Limitations of manual scheduling

Setting nodeName bypasses all scheduling logic:

  • No resource check: you can set a node with no available CPU, and the kubelet will try to run the Pod anyway
  • No taint check: taints are ignored, the Pod will be placed even on tainted nodes
  • No affinity rules: node affinity and other expressions are bypassed
  • No preemption: priority-based eviction does not apply

If the specified node does not exist, the Pod stays Pending indefinitely (the kubelet on a non-existent node will never pick it up).

Setting nodeName on a Pod in a production workload is almost never correct. It creates a hard dependency on a specific node name. If that node is removed, replaced, or renamed, the Pod is stuck. Use taints, tolerations, and node affinity for all production placement decisions. Reserve nodeName for testing, debugging, or exam scenarios.

Using Binding objects to schedule a Pending Pod

On the CKA exam, you may be asked to schedule a Pod that is already Pending (as if you are recovering from a scheduler outage). You cannot edit the spec.nodeName field of an existing Pod directly. Instead, create a Binding:

Terminal window
nano binding.yaml
apiVersion: v1
kind: Binding
metadata:
name: manual-pod
target:
apiVersion: v1
kind: Node
name: sim-worker
Terminal window
kubectl apply -f binding.yaml

This is equivalent to what the scheduler does: it writes a Binding that assigns the Pod to a node. The alternative on the exam is to delete the Pending Pod and recreate it with nodeName set.

Terminal window
kubectl delete pod manual-pod
Quiz

A Pod is stuck in Pending because the scheduler is not running. What are the two ways to get it scheduled?

Reveal answer

1. Create a Binding object targeting the desired node.
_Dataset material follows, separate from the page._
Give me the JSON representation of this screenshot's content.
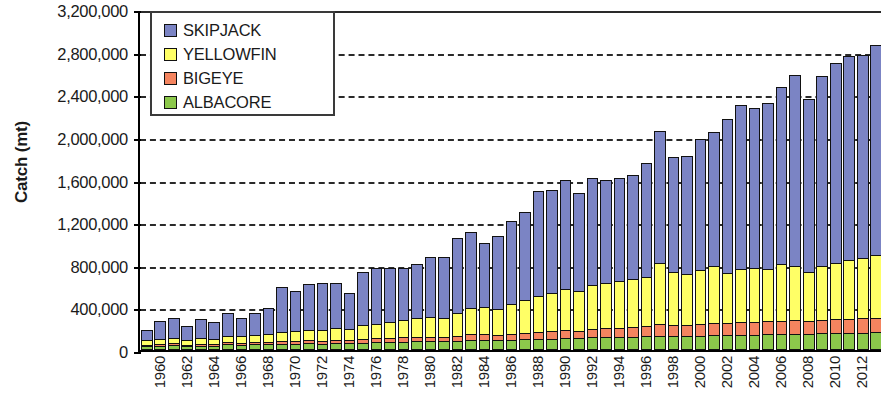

This is what the scheduler does internally. 2. Delete the Pod and recreate it with spec.nodeName set directly. Both approaches bypass the scheduler. The first preserves the Pod object; the second recreates it.

Manual scheduling reveals the internal mechanics of how nodeName drives Pod placement. The next lesson covers static Pods, which take this one step further: Pods that are managed directly by the kubelet without any API server involvement.